Work required — Where the records below show a line containing "pyautogui.click(x=<x>, y=<y>)", start copying; end with the line containing "This screenshot has width=644, height=322.", and copy it too.

Data provided —
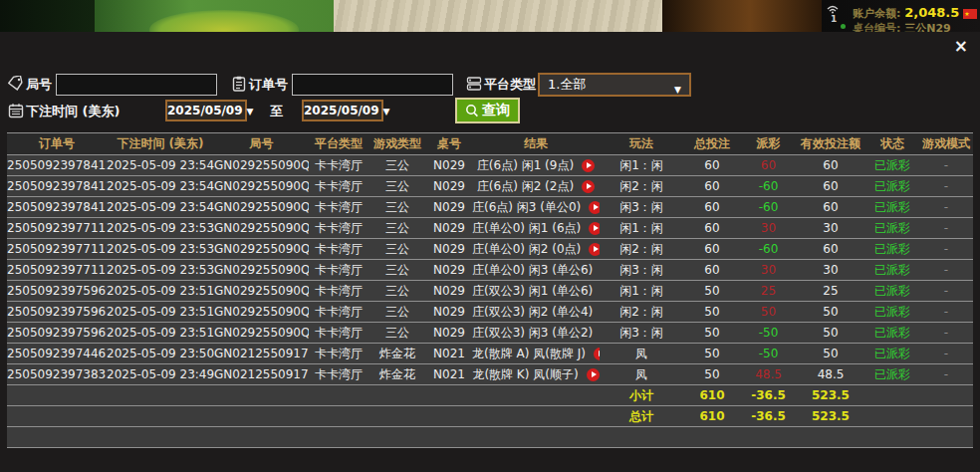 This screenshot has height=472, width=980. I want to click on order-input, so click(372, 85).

...

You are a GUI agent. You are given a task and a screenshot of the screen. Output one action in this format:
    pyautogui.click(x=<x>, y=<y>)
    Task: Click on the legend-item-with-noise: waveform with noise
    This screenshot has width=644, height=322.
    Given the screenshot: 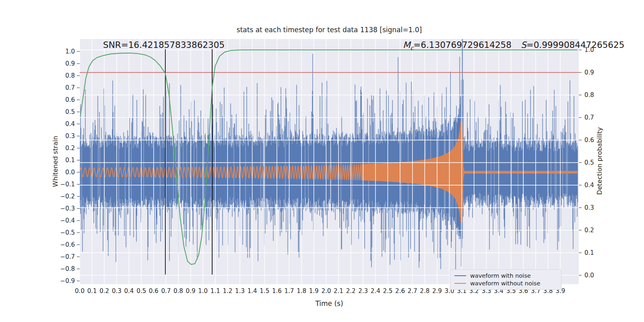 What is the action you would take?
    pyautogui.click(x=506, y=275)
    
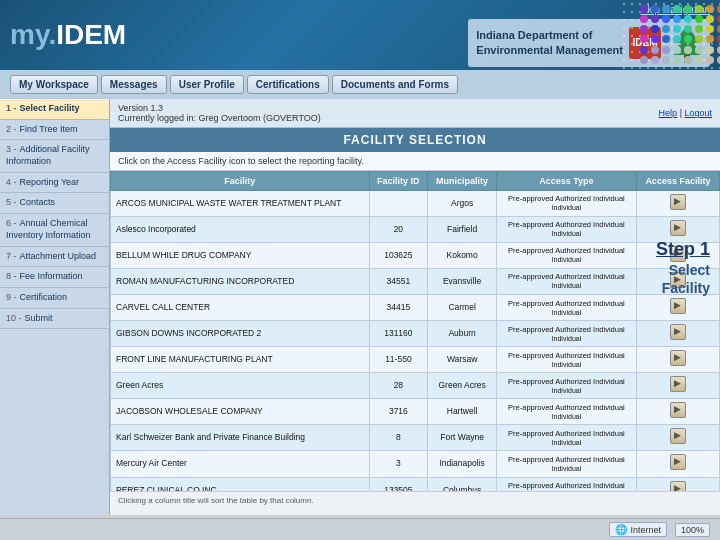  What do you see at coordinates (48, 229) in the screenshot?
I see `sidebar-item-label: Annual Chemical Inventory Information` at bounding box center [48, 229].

Result below —
    pyautogui.click(x=<x>, y=<y>)
    Task: Click on the legend-item-with-noise: waveform with noise
    This screenshot has width=644, height=322.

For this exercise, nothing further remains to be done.